First we believe the history of no nation will show the high values of woman’s virtue and
purity that America has shown. We would regret to see the day when this freedom loving
country would lower our respect for womanhood or lessen her legal protection for no
better reason than that many or even all other countries have done so. She is entitled to
every legal protection of her body, her decency, her purity and good name.
The decision did not mention that Georgia, at that time, had one of the worst records in the nation
with regard to women’s rights.
There was scholarly criticism as well. In the Harvard Law Review, Professor Herbert Packer of
Stanford wrote:
If one may venture a guess, what Justice Goldberg may really be troubled about
is not the death penalty for rape but the death penalty. The problem
may not be one of proportionality but of mode of punishment, the
problem that concerned the framers of the eighth amendment and
to which its provisions still seem most relevant. The Supreme Court
is obviously not about to declare that the death penalty simpliciter is
so cruel and unusual as to be constitutionally intolerable. Other social
forces will have to work us closer than we are now to the point
at which a judicial coup de grace becomes more than mere fiat. Meanwhile,
there may well be legitimate devices for judicial control of
the administration of the death penalty... .[but]

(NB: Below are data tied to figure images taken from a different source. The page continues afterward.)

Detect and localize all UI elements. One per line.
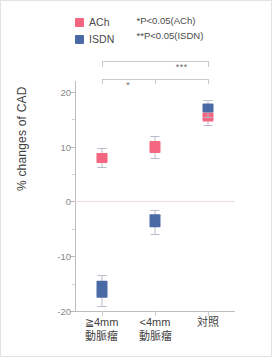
p-note-isdn: **P<0.05(ISDN) xyxy=(137,30,204,42)
error-cap-upper xyxy=(151,136,160,137)
bracket-end-tick xyxy=(208,61,209,67)
y-tick-label: 20 xyxy=(60,86,71,97)
error-cap-upper xyxy=(204,100,213,101)
legend-swatch-isdn-icon xyxy=(75,35,84,44)
y-tick-minor xyxy=(72,229,76,230)
legend-label-isdn: ISDN xyxy=(89,34,115,45)
x-axis-label-line: 対照 xyxy=(197,315,219,329)
x-axis-label-line: <4mm xyxy=(139,315,172,329)
bracket-end-tick xyxy=(208,79,209,84)
legend-item-ach: ACh xyxy=(75,15,115,29)
x-axis-label-2: 対照 xyxy=(197,315,219,329)
y-axis-line xyxy=(75,81,76,311)
y-tick-label: -10 xyxy=(57,251,71,262)
x-axis-label-line: ≧4mm xyxy=(85,315,118,329)
marker-ach xyxy=(96,153,107,163)
error-cap-lower xyxy=(204,117,213,118)
legend-item-isdn: ISDN xyxy=(75,32,115,46)
bracket-end-tick xyxy=(102,79,103,84)
marker-isdn xyxy=(150,214,161,228)
legend-swatch-ach-icon xyxy=(75,18,84,27)
bracket-line xyxy=(102,61,209,62)
marker-isdn xyxy=(203,104,214,113)
error-cap-lower xyxy=(204,125,213,126)
p-note-ach: *P<0.05(ACh) xyxy=(137,15,204,27)
marker-ach xyxy=(150,141,161,153)
x-axis-label-1: <4mm動脈瘤 xyxy=(139,315,172,343)
significance-mark: *** xyxy=(176,63,188,72)
y-tick-label: 10 xyxy=(60,141,71,152)
legend-label-ach: ACh xyxy=(89,17,110,28)
bracket-end-tick xyxy=(102,61,103,67)
bracket-line xyxy=(155,79,208,80)
marker-isdn xyxy=(96,281,107,298)
y-tick-label: -20 xyxy=(57,306,71,317)
y-tick-minor xyxy=(72,174,76,175)
zero-reference-line xyxy=(75,201,235,202)
legend-entries: ACh ISDN xyxy=(75,15,115,46)
y-tick-minor xyxy=(72,119,76,120)
x-axis-label-line: 動脈瘤 xyxy=(85,329,118,343)
error-cap-lower xyxy=(97,306,106,307)
error-cap-lower xyxy=(151,158,160,159)
legend: ACh ISDN *P<0.05(ACh) **P<0.05(ISDN) xyxy=(75,15,203,46)
error-cap-upper xyxy=(97,275,106,276)
y-axis-label: % changes of CAD xyxy=(15,86,29,191)
p-value-notes: *P<0.05(ACh) **P<0.05(ISDN) xyxy=(137,15,204,42)
y-tick-label: 0 xyxy=(66,196,71,207)
error-cap-lower xyxy=(97,167,106,168)
x-axis-label-0: ≧4mm動脈瘤 xyxy=(85,315,118,343)
bracket-end-tick xyxy=(155,79,156,84)
chart-figure: ACh ISDN *P<0.05(ACh) **P<0.05(ISDN) % c… xyxy=(0,0,272,357)
x-axis-label-line: 動脈瘤 xyxy=(139,329,172,343)
error-cap-upper xyxy=(97,148,106,149)
y-tick-minor xyxy=(72,284,76,285)
error-cap-upper xyxy=(151,210,160,211)
error-cap-lower xyxy=(151,234,160,235)
plot-area: 20100-10-20 **** xyxy=(75,81,235,311)
significance-mark: * xyxy=(126,81,130,90)
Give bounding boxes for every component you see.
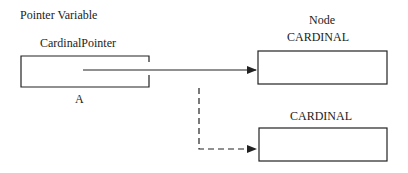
- diagram-canvas: [0, 0, 408, 173]
- node2-box: [259, 128, 387, 161]
- node1-box: [258, 51, 387, 84]
- dashed-pointer-arrow: [199, 88, 256, 149]
- pointer-box: [21, 56, 149, 87]
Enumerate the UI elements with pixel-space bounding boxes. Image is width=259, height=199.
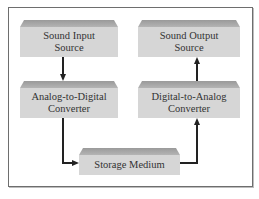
sound-input-source-box: Sound InputSource <box>20 20 118 57</box>
sound-output-source-box: Sound OutputSource <box>138 20 240 57</box>
box-face: Storage Medium <box>79 155 180 175</box>
node-label: Source <box>174 42 203 53</box>
box-bevel <box>20 20 118 27</box>
node-label: Converter <box>168 103 210 114</box>
box-face: Digital-to-AnalogConverter <box>138 88 240 118</box>
box-face: Sound InputSource <box>20 27 118 57</box>
box-face: Sound OutputSource <box>138 27 240 57</box>
node-label: Analog-to-Digital <box>31 91 106 102</box>
arrow-shaft-dac-to-output <box>196 64 198 81</box>
node-label: Sound Output <box>160 30 219 41</box>
node-label: Digital-to-Analog <box>151 91 226 102</box>
arrow-down-icon <box>60 74 66 81</box>
box-face: Analog-to-DigitalConverter <box>20 88 118 118</box>
arrow-right-icon <box>72 160 79 166</box>
box-bevel <box>138 20 240 27</box>
arrow-shaft-adc-right <box>62 162 72 164</box>
arrow-up-icon <box>194 57 200 64</box>
dac-box: Digital-to-AnalogConverter <box>138 81 240 118</box>
node-label: Sound Input <box>43 30 95 41</box>
node-label: Converter <box>48 103 90 114</box>
node-label: Source <box>54 42 83 53</box>
adc-box: Analog-to-DigitalConverter <box>20 81 118 118</box>
storage-medium-box: Storage Medium <box>79 148 180 175</box>
box-bevel <box>20 81 118 88</box>
arrow-up-icon <box>194 118 200 125</box>
box-bevel <box>138 81 240 88</box>
node-label: Storage Medium <box>94 159 164 171</box>
arrow-shaft-input-to-adc <box>62 57 64 74</box>
box-bevel <box>79 148 180 155</box>
arrow-shaft-adc-down <box>62 118 64 163</box>
arrow-shaft-dac-up <box>196 125 198 164</box>
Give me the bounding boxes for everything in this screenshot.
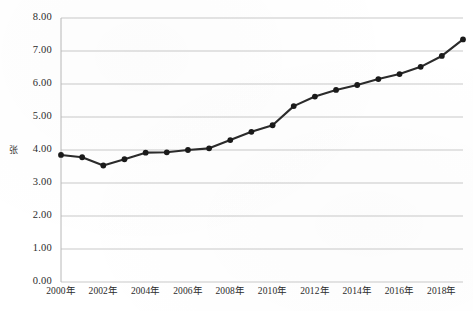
x-tick-label: 2002年 bbox=[89, 283, 119, 297]
data-point bbox=[206, 145, 212, 151]
data-line bbox=[61, 39, 463, 165]
data-point bbox=[79, 154, 85, 160]
data-point bbox=[397, 71, 403, 77]
x-tick-label: 2008年 bbox=[216, 283, 246, 297]
data-point bbox=[375, 76, 381, 82]
data-point bbox=[227, 137, 233, 143]
data-point bbox=[164, 149, 170, 155]
data-point bbox=[291, 103, 297, 109]
data-point bbox=[100, 163, 106, 169]
data-point bbox=[312, 94, 318, 100]
data-point bbox=[143, 150, 149, 156]
x-tick-label: 2004年 bbox=[131, 283, 161, 297]
data-point bbox=[58, 152, 64, 158]
data-point bbox=[122, 156, 128, 162]
x-tick-label: 2006年 bbox=[173, 283, 203, 297]
data-point bbox=[354, 82, 360, 88]
gridlines bbox=[61, 18, 463, 282]
data-markers bbox=[58, 37, 466, 169]
x-tick-label: 2018年 bbox=[427, 283, 457, 297]
x-tick-label: 2012年 bbox=[300, 283, 330, 297]
data-point bbox=[418, 64, 424, 70]
x-axis-tick-labels: 2000年2002年2004年2006年2008年2010年2012年2014年… bbox=[0, 283, 473, 305]
data-point bbox=[270, 122, 276, 128]
x-tick-label: 2014年 bbox=[342, 283, 372, 297]
x-tick-label: 2010年 bbox=[258, 283, 288, 297]
data-point bbox=[249, 129, 255, 135]
x-tick-label: 2000年 bbox=[46, 283, 76, 297]
data-point bbox=[460, 37, 466, 43]
plot-area bbox=[0, 0, 473, 311]
data-point bbox=[439, 53, 445, 59]
x-tick-label: 2016年 bbox=[385, 283, 415, 297]
line-chart: 张 0.001.002.003.004.005.006.007.008.00 2… bbox=[0, 0, 473, 311]
data-point bbox=[333, 87, 339, 93]
data-point bbox=[185, 147, 191, 153]
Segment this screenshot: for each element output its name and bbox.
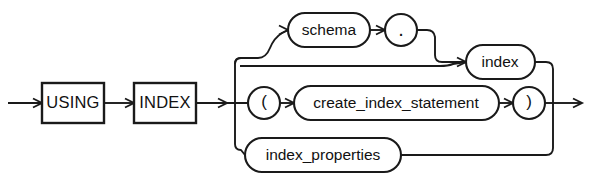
node-create-index-statement[interactable]: create_index_statement [294,86,499,120]
node-period[interactable]: . [385,14,417,46]
rail-bypass-to-index [240,62,466,66]
right-paren-label: ) [526,92,532,111]
rail-period-to-index [417,30,466,62]
node-right-paren[interactable]: ) [513,87,545,119]
index-properties-label: index_properties [266,146,381,163]
index-keyword-label: INDEX [139,93,190,111]
period-label: . [398,18,404,40]
arrowhead-schema [279,26,288,35]
rail-left-bus [235,58,247,155]
node-index-properties[interactable]: index_properties [245,138,401,172]
railroad-diagram: USING INDEX schema . index ( [0,0,595,191]
rail-bus-top-corner [235,58,241,64]
node-index[interactable]: index [466,45,535,79]
schema-label: schema [302,21,357,38]
using-label: USING [46,93,99,111]
syntax-diagram-canvas: USING INDEX schema . index ( [0,0,595,191]
node-schema[interactable]: schema [288,13,370,47]
index-label: index [481,53,518,70]
node-using-keyword[interactable]: USING [42,83,104,123]
node-index-keyword[interactable]: INDEX [134,83,196,123]
left-paren-label: ( [261,92,267,111]
create-index-statement-label: create_index_statement [313,94,479,111]
rail-to-schema [247,30,288,58]
node-left-paren[interactable]: ( [248,87,280,119]
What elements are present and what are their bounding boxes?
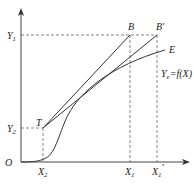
x1-prime-label: X1′ [151, 162, 165, 179]
y1-label: Y1 [7, 30, 16, 43]
point-T-label: T [36, 117, 43, 128]
curve-ye [21, 50, 165, 162]
curve-label: Ye=f(X) [161, 68, 193, 81]
point-B-prime-label: B′ [156, 21, 165, 32]
y2-label: Y2 [7, 123, 17, 136]
origin-label: O [5, 157, 12, 168]
point-B-label: B [128, 21, 134, 32]
diagram-canvas: O Y1 Y2 X2 X1 X1′ T B B′ E Ye=f(X) [0, 0, 194, 186]
point-E-label: E [168, 44, 175, 55]
x1-label: X1 [124, 166, 135, 179]
x2-label: X2 [37, 166, 48, 179]
line-TB-prime [43, 35, 157, 128]
line-TB [43, 35, 130, 128]
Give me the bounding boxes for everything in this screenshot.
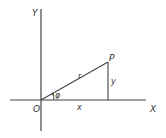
y-length-label: y [110,77,116,86]
point-label: P [109,53,115,63]
angle-label: φ [55,91,61,100]
coordinate-diagram: Y X O P r y x φ [0,0,166,138]
origin-label: O [33,104,40,114]
x-axis-label: X [149,104,157,114]
x-length-label: x [76,103,82,112]
y-axis-label: Y [32,8,39,18]
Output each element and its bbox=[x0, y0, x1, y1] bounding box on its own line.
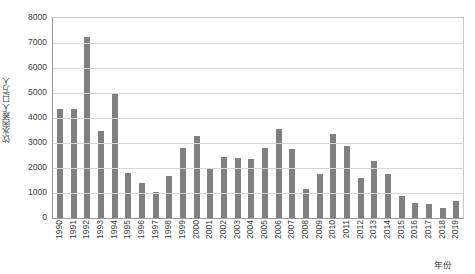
x-tick-slot: 2011 bbox=[339, 219, 353, 259]
x-tick-label: 2019 bbox=[450, 220, 460, 239]
x-tick-slot: 1991 bbox=[66, 219, 80, 259]
x-tick-slot: 2005 bbox=[257, 219, 271, 259]
bar[interactable] bbox=[194, 136, 200, 219]
x-tick-slot: 1997 bbox=[148, 219, 162, 259]
x-tick-label: 2010 bbox=[327, 220, 337, 239]
x-tick-label: 2002 bbox=[218, 220, 228, 239]
x-tick-label: 2015 bbox=[396, 220, 406, 239]
y-tick-label: 5000 bbox=[28, 87, 47, 97]
x-tick-label: 2006 bbox=[273, 220, 283, 239]
bar[interactable] bbox=[139, 183, 145, 218]
x-tick-slot: 2010 bbox=[325, 219, 339, 259]
bar[interactable] bbox=[330, 134, 336, 218]
x-tick-label: 1999 bbox=[177, 220, 187, 239]
y-tick-label: 2000 bbox=[28, 162, 47, 172]
x-tick-label: 2011 bbox=[341, 220, 351, 238]
x-tick-slot: 1999 bbox=[175, 219, 189, 259]
x-tick-slot: 2004 bbox=[243, 219, 257, 259]
x-tick-slot: 1995 bbox=[120, 219, 134, 259]
gridline bbox=[53, 168, 463, 169]
x-tick-slot: 2019 bbox=[448, 219, 462, 259]
bar[interactable] bbox=[57, 109, 63, 219]
x-tick-label: 1993 bbox=[95, 220, 105, 239]
x-tick-slot: 2002 bbox=[216, 219, 230, 259]
bar[interactable] bbox=[399, 196, 405, 218]
x-tick-label: 2004 bbox=[245, 220, 255, 239]
x-tick-label: 1996 bbox=[136, 220, 146, 239]
gridline bbox=[53, 143, 463, 144]
x-tick-slot: 2003 bbox=[230, 219, 244, 259]
bar[interactable] bbox=[426, 204, 432, 218]
bar[interactable] bbox=[344, 146, 350, 219]
bar[interactable] bbox=[235, 158, 241, 218]
x-tick-slot: 1996 bbox=[134, 219, 148, 259]
x-tick-label: 1998 bbox=[163, 220, 173, 239]
x-tick-slot: 2017 bbox=[421, 219, 435, 259]
y-tick-label: 8000 bbox=[28, 12, 47, 22]
x-tick-label: 1990 bbox=[54, 220, 64, 239]
x-tick-label: 2000 bbox=[191, 220, 201, 239]
x-tick-slot: 2015 bbox=[394, 219, 408, 259]
bar[interactable] bbox=[166, 176, 172, 219]
bar[interactable] bbox=[358, 178, 364, 218]
gridline bbox=[53, 118, 463, 119]
x-tick-slot: 2008 bbox=[298, 219, 312, 259]
y-axis-tick-labels: 800070006000500040003000200010000 bbox=[14, 0, 50, 274]
y-tick-label: 6000 bbox=[28, 62, 47, 72]
x-tick-label: 2001 bbox=[204, 220, 214, 239]
x-tick-label: 1992 bbox=[81, 220, 91, 239]
bar[interactable] bbox=[453, 201, 459, 219]
bar[interactable] bbox=[180, 148, 186, 218]
x-tick-slot: 1998 bbox=[161, 219, 175, 259]
x-tick-slot: 1993 bbox=[93, 219, 107, 259]
x-tick-label: 1994 bbox=[109, 220, 119, 239]
bar[interactable] bbox=[125, 173, 131, 218]
x-tick-slot: 2006 bbox=[271, 219, 285, 259]
x-tick-label: 1991 bbox=[68, 220, 78, 239]
bar[interactable] bbox=[221, 157, 227, 218]
x-tick-slot: 2018 bbox=[435, 219, 449, 259]
x-tick-slot: 1992 bbox=[79, 219, 93, 259]
bar[interactable] bbox=[112, 94, 118, 219]
x-tick-label: 1995 bbox=[122, 220, 132, 239]
bar[interactable] bbox=[153, 192, 159, 218]
bar[interactable] bbox=[262, 148, 268, 218]
y-axis-title: 饮水困难人口/万人 bbox=[0, 30, 14, 190]
x-tick-slot: 1994 bbox=[107, 219, 121, 259]
bar[interactable] bbox=[440, 208, 446, 219]
x-tick-label: 2003 bbox=[232, 220, 242, 239]
x-tick-label: 2013 bbox=[368, 220, 378, 239]
x-axis-tick-labels: 1990199119921993199419951996199719981999… bbox=[52, 219, 462, 259]
x-tick-slot: 2001 bbox=[202, 219, 216, 259]
x-tick-slot: 2007 bbox=[284, 219, 298, 259]
x-tick-label: 2009 bbox=[314, 220, 324, 239]
bar[interactable] bbox=[371, 161, 377, 219]
bar[interactable] bbox=[289, 149, 295, 218]
bar[interactable] bbox=[412, 203, 418, 218]
x-tick-slot: 2014 bbox=[380, 219, 394, 259]
x-axis-title: 年份 bbox=[0, 258, 462, 270]
x-tick-label: 2007 bbox=[286, 220, 296, 239]
x-tick-slot: 2013 bbox=[366, 219, 380, 259]
x-tick-label: 2012 bbox=[355, 220, 365, 239]
x-tick-label: 2018 bbox=[437, 220, 447, 239]
y-tick-label: 3000 bbox=[28, 137, 47, 147]
x-tick-label: 1997 bbox=[150, 220, 160, 239]
bar[interactable] bbox=[317, 174, 323, 218]
x-tick-label: 2014 bbox=[382, 220, 392, 239]
gridline bbox=[53, 68, 463, 69]
x-tick-slot: 1990 bbox=[52, 219, 66, 259]
bar[interactable] bbox=[385, 174, 391, 219]
bar[interactable] bbox=[71, 109, 77, 218]
x-tick-slot: 2016 bbox=[407, 219, 421, 259]
x-tick-label: 2017 bbox=[423, 220, 433, 239]
x-tick-slot: 2000 bbox=[189, 219, 203, 259]
y-tick-label: 0 bbox=[42, 212, 47, 222]
gridline bbox=[53, 193, 463, 194]
bar-chart: 饮水困难人口/万人 800070006000500040003000200010… bbox=[0, 0, 475, 274]
x-tick-slot: 2012 bbox=[353, 219, 367, 259]
x-tick-label: 2005 bbox=[259, 220, 269, 239]
plot-area bbox=[52, 17, 464, 219]
bar[interactable] bbox=[84, 37, 90, 218]
x-tick-label: 2016 bbox=[409, 220, 419, 239]
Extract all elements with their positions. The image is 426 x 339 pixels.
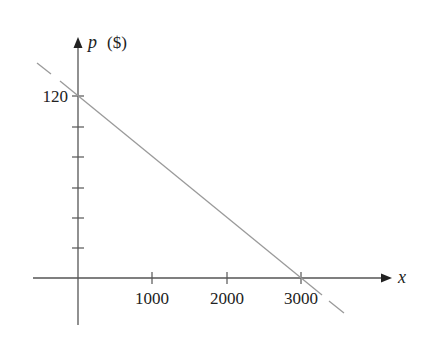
y-tick-label-120: 120 [43, 87, 69, 106]
y-axis-label-unit: ($) [107, 33, 127, 52]
x-tick-label-3000: 3000 [284, 289, 318, 308]
x-axis-label: x [397, 267, 406, 287]
x-axis-arrow-icon [381, 274, 392, 283]
y-axis-label-var: p [86, 32, 97, 52]
y-axis-label: p ($) [86, 32, 127, 52]
x-tick-label-2000: 2000 [210, 289, 244, 308]
y-axis-arrow-icon [74, 37, 83, 48]
x-tick-label-1000: 1000 [135, 289, 169, 308]
chart: 120 1000 2000 3000 x p ($) [0, 0, 426, 339]
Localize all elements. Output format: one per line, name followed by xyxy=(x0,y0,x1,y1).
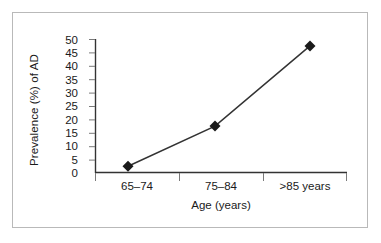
x-axis-title: Age (years) xyxy=(95,199,347,211)
x-tick-label-65-74: 65–74 xyxy=(95,180,179,192)
data-line-prevalence xyxy=(128,46,310,166)
x-tick-label-over-85: >85 years xyxy=(263,180,347,192)
figure-container: Prevalence (%) of AD 50 45 40 35 30 25 2… xyxy=(0,0,381,243)
data-markers xyxy=(123,40,316,171)
data-point-65-74 xyxy=(123,161,134,172)
chart-plot-area: Prevalence (%) of AD 50 45 40 35 30 25 2… xyxy=(0,0,381,243)
x-tick-label-75-84: 75–84 xyxy=(179,180,263,192)
y-axis-ticks xyxy=(89,40,95,161)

the device proposed by Justice Goldberg is not
one of them.
These were the short-term reactions. Far more important, however, was the long-term reaction of
the bar, especially the American Civil Liberties Union and the NAACP, which combined forces to
establish a death-penalty litigation project designed to take up the challenge of the dissenting
opinion in Rudolph. The history of this project has been recounted brilliantly by Professor Michael
Meltsner in his book Cruel and Unusual, and I could not possibly improve upon it here. But the
results achieved were dramatic. Meltsner and the other members of the Legal Defense Fund, a
group that included a number of talented and committed lawyers, litigated hundreds of cases on
behalf of defendants sentenced to death and, in many of these cases, succeeded in holding the
executioner at bay until the Supreme Court was ready to consider the constitutionality of the
death penalty. I consulted on a number of these case, lending insights from my experience as the
law clerk who had drafted the Rudolph opinion.